Thai prime minister eyes free trade

REGIONAL PACT Thaksin Shinawatra will meet with Australian Prime Minister John Howard this week to discuss the formation of an agreement that would benefit Asia

REUTERS , CANBERRA

Thai Prime Minister Thaksin Shinawatra is expected to arrive for his first visit to Australia this week, clutching the blueprint for a free-trade pact as Asia Pacific nations increasingly embrace bilateral deals.

Thaksin and Australian Prime Minister John Howard are likely to signal the start of talks for a free trade agreement (FTA) during his visit to Canberra and Sydney on Thursday and Friday.

This would be the latest in a growing list of bilateral free trade talks under way in the Asia-Pacific region where almost every government is talking to at least one other government, slowly creating a patchwork of overlapping trade deals.

Australian Trade Minister Mark Vaile, who was in Thailand last week to make final preparations for the leaders' meeting, said he was optimistic that talks would start, adding impetus to the drive to open up markets in the region.

"Hopefully [they'll] announce that we are going to begin engagement in a negotiation ... the indications are quite favourable," Vaile told reporters during a teleconference.

Thaksin arrives in Canberra on Thursday morning where he will hold a joint news conference with Howard and attend an official lunch in the national parliament before heading to Sydney.

Over the past three years the Asia-Pacific region, which accounts for almost 50 percent of world trade and output, has started heading towards a large free trade area in a different way to Europe and North America, with a bilateral focus.

"These things were born out of frustration after Seattle and they are all focused on achieving an outcome which is moving faster towards integrating economies of the world," Vaile said. WTO free trade talks in Seattle collapsed three years ago.

HSBC's chief economist John Edwards said there were many deals on the table but no one in charge, no single model, and no co-ordination of the discussion -- although collectively these small, bilateral agreements could be significant.

"Despite the lack of coordination, there is unquestionably something happening but without fanfare and it would be unwise to underestimate its potential," Edwards said.

"Once it gets going a regional Asia Pacific trade negotiation could acquire its own momentum which is why unheralded accumulation of agreements could well mark the beginning of a third great trade bloc to match Europe and the Americas."

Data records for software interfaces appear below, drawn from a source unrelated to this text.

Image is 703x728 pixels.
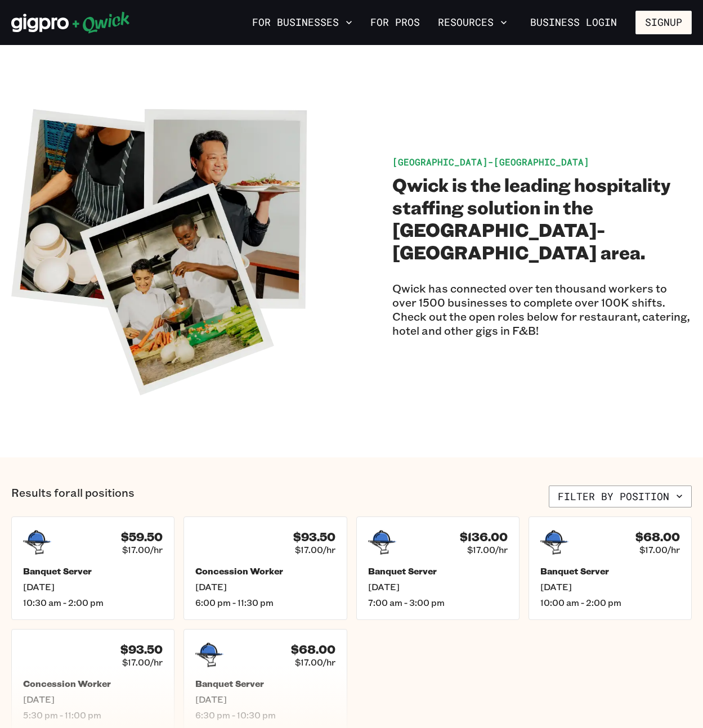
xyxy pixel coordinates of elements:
p: Qwick has connected over ten thousand workers to over 1500 businesses to complete over 100K shift... [392,282,693,338]
span: $17.00/hr [467,544,508,555]
h4: $93.50 [120,643,163,657]
a: $136.00$17.00/hrBanquet Server[DATE]7:00 am - 3:00 pm [356,517,519,620]
span: [DATE] [23,694,163,706]
h5: Banquet Server [195,678,335,689]
p: Results for all positions [11,486,135,508]
span: $17.00/hr [122,544,163,555]
button: Signup [636,10,692,35]
span: $17.00/hr [295,544,335,555]
img: A collection of images of people working gigs. [11,101,311,401]
span: 10:30 am - 2:00 pm [23,597,163,608]
span: 10:00 am - 2:00 pm [540,597,680,608]
h4: $59.50 [121,531,163,544]
button: Resources [433,13,511,32]
h4: $93.50 [293,531,335,544]
span: 6:30 pm - 10:30 pm [195,710,335,721]
a: $93.50$17.00/hrConcession Worker[DATE]6:00 pm - 11:30 pm [184,517,347,620]
h5: Concession Worker [23,678,163,689]
span: $17.00/hr [295,657,335,668]
a: $59.50$17.00/hrBanquet Server[DATE]10:30 am - 2:00 pm [11,517,174,620]
h5: Concession Worker [195,566,335,577]
span: 5:30 pm - 11:00 pm [23,710,163,721]
h2: Qwick is the leading hospitality staffing solution in the [GEOGRAPHIC_DATA]-[GEOGRAPHIC_DATA] area. [392,173,693,263]
span: $17.00/hr [122,657,163,668]
a: $68.00$17.00/hrBanquet Server[DATE]10:00 am - 2:00 pm [528,517,692,620]
span: [DATE] [368,581,508,592]
h4: $136.00 [460,531,508,544]
h5: Banquet Server [540,566,680,577]
span: $17.00/hr [640,544,680,555]
a: Business Login [521,10,627,35]
h4: $68.00 [291,643,335,657]
a: For Pros [366,13,425,32]
button: Filter by position [549,486,692,508]
span: [GEOGRAPHIC_DATA]-[GEOGRAPHIC_DATA] [392,156,589,168]
h5: Banquet Server [368,566,508,577]
button: For Businesses [248,13,357,32]
h5: Banquet Server [23,566,163,577]
span: [DATE] [540,581,680,592]
span: [DATE] [195,694,335,706]
span: [DATE] [195,581,335,592]
h4: $68.00 [636,531,680,544]
span: [DATE] [23,581,163,592]
span: 7:00 am - 3:00 pm [368,597,508,608]
span: 6:00 pm - 11:30 pm [195,597,335,608]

The number of deals on the table was growing, with the Institute of International Economics last year counting 23. Japan, after dropping its refusal to negotiate free trade pacts three years ago, has sealed a deal with Singapore, initiated talks with South Korea and is looking Thailand's way.

China is discussing a bilateral free trade agreement with the Association of Southeast Asian Nations' Free Trade Area (AFTA) that eliminates tariffs on goods flowing between 10 nations.

Australia, excluded by Malaysia and Indonesia from negotiating with AFTA as a whole, is talking to several nations, seeking to add to its 19-year-old FTA with New Zealand.

Vaile said Australia hoped to seal an FTA with Singapore at an APEC summit in October and is seeking a pact with the US -- as is New Zealand, which has an FTA with Singapore.

Analysts said if this pattern continued, within four or five years every Asia Pacific economy was likely to be a member of several free trade agreements with regional partners.